Dopey notions from speed freaks?

Comment Can block-level access storage area network data be deduplicated? Data Domain thinks so, but nobody else does.

The company also reckons deduping data on solid state drives will solve the SSD price problem. Deduplication is the removal of repeated data patterns in files to drastically shrink the space they occupy; it is used particularly with backed-up data where versions of files are repeatedly stored in case they need to be recovered. By identifying duplicated and redundant patterns and replacing them with pointers to a gold or master pattern, the space needed by the backups can be reduced, sometimes to as much as a tenth or even less of the original backup data.
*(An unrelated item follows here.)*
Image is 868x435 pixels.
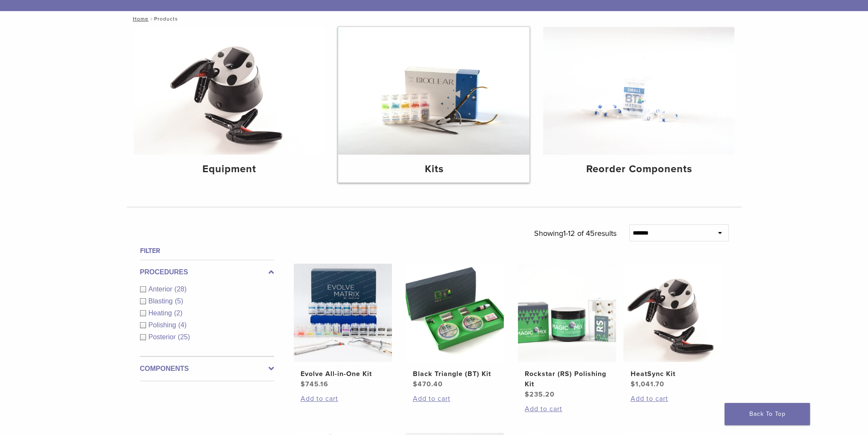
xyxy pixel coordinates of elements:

Such deduplication speeds backup time, and reduces the number of disks needed and the electricity required to spin them; it's good news all round, except that deduplication imposes a processing burden above and beyond what a normal drive array controller can cope with. That means that many deduplication products land incoming raw data on their disk drives first and deduplicate it after the files have come in, termed post-processing.

Data Domain relies on the most powerful Intel processors to drive its controllers, and is currently using 4-core Xeons in its top-end DD690 product. It processes the raw data as it comes it, in-line deduplication.
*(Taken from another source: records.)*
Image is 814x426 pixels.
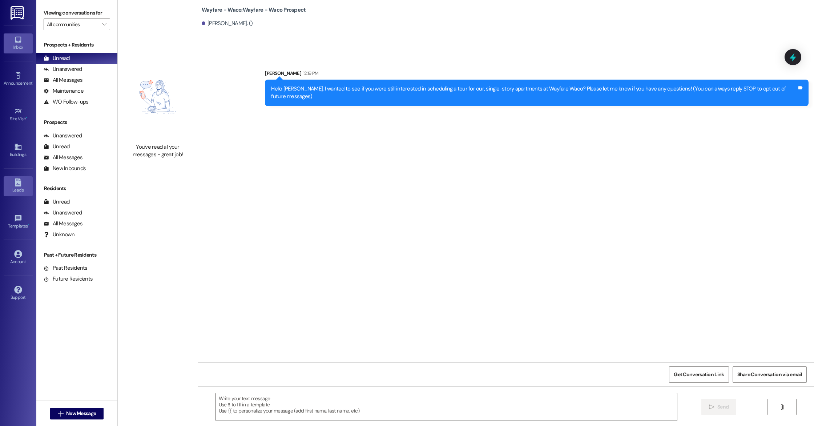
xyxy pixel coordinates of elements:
[44,264,88,272] div: Past Residents
[47,19,99,30] input: All communities
[28,222,29,228] span: •
[301,69,319,77] div: 12:19 PM
[26,115,27,120] span: •
[44,154,83,161] div: All Messages
[4,212,33,232] a: Templates •
[44,55,70,62] div: Unread
[271,85,797,101] div: Hello [PERSON_NAME], I wanted to see if you were still interested in scheduling a tour for our, s...
[202,20,253,27] div: [PERSON_NAME]. ()
[779,404,785,410] i: 
[702,399,737,415] button: Send
[44,231,75,238] div: Unknown
[44,220,83,228] div: All Messages
[669,366,729,383] button: Get Conversation Link
[674,371,724,378] span: Get Conversation Link
[36,41,117,49] div: Prospects + Residents
[44,198,70,206] div: Unread
[36,118,117,126] div: Prospects
[11,6,25,20] img: ResiDesk Logo
[44,87,84,95] div: Maintenance
[4,248,33,268] a: Account
[202,6,306,14] b: Wayfare - Waco: Wayfare - Waco Prospect
[44,7,110,19] label: Viewing conversations for
[44,165,86,172] div: New Inbounds
[718,403,729,411] span: Send
[102,21,106,27] i: 
[44,275,93,283] div: Future Residents
[126,54,190,139] img: empty-state
[4,33,33,53] a: Inbox
[4,284,33,303] a: Support
[709,404,715,410] i: 
[4,176,33,196] a: Leads
[265,69,809,80] div: [PERSON_NAME]
[66,410,96,417] span: New Message
[4,141,33,160] a: Buildings
[44,76,83,84] div: All Messages
[126,143,190,159] div: You've read all your messages - great job!
[50,408,104,419] button: New Message
[44,65,82,73] div: Unanswered
[44,98,88,106] div: WO Follow-ups
[36,185,117,192] div: Residents
[32,80,33,85] span: •
[733,366,807,383] button: Share Conversation via email
[58,411,63,417] i: 
[36,251,117,259] div: Past + Future Residents
[44,209,82,217] div: Unanswered
[4,105,33,125] a: Site Visit •
[44,132,82,140] div: Unanswered
[737,371,802,378] span: Share Conversation via email
[44,143,70,150] div: Unread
A two-way funnel has confined deduplication to file data. It works like this: because deduplication achieves its maximum benefit with highly-redundant data, and because this is typically backup and archive file data, then deduplication is a file-level access process.

The general view is that deduplication can't be applied to transaction-level data, the stuff requiring the fastest reading and writing on storage arrays, because deduping/rehydrating (the opposite of deduplication) takes up too much time and slows the work rate of the servers involved. The net effect is that SAN data, accessed at block level, where the transaction data is stored on tier 1 drives, is not deduped.

De-duping block-access SAN data

Enter Frank Slootman, the CEO of dedupe market leader Data Domain. He says that dedupe is a technology that should be in storage arrays, all storage arrays. EMC, a strong competitor, has the view that all Data Domain is doing is selling a storage array feature and this is wrong. It's not a stand-alone feature, but needs integrating with your information infrastructure.

Slootman agrees. Any Data Domain product is a storage array that happens to include a great dedupe engine. As a storage array it needs access interfaces and it has started out with file-level ones: NFS, CIFS, and NDMP. It's adding OST, Symantec's open storage technology API. Slootman said: "We'll announce our alliance with OST protocol later this month. We have black-boxed it - it's no longer visible."

The benefit will be faster data transfer from Symantec software into Data Domain's products.

Another new access protocol would be a block-level one. "We've researched this and proved the ability to do it," Slootman told us. "I wouldn't exclude that you would see that from us but I'm not announcing it. Backup and archive are file-oriented and that's our market today. The front-end data is transaction-based and it's block-level access. It (deduplicating it) absolutely is possible."

The well-telegraphed forthcoming new top-of-the-range product from Data Domain should arrive by mid-year, and will likely use 8-core Xeon controllers. Slootman said: "We refresh the top end of our line every year. You're going to get much bigger, much faster. The amount of throughput behind a single controller will be absolutely off the chart." He reckons that Data Domain in-line dedupe will write data faster than some post-process dedupers can land raw data on disk.

What about clustering Data Domain boxes, so that they could scale more and, in theory, offer protection against node failure? Slootman said: "The technology already exists. We've been working on it for the last two and a half years. It's much, much more complex than a single node product. It's coming out likely before the end of this (calendar) year (and will be) installed at customers' sites."

He says the fundamental problem is not how big the system gets, it's how fast they get: "We have the fastest dedupe heads in the industry by far, in-line or post-process." This company is fixated on speed.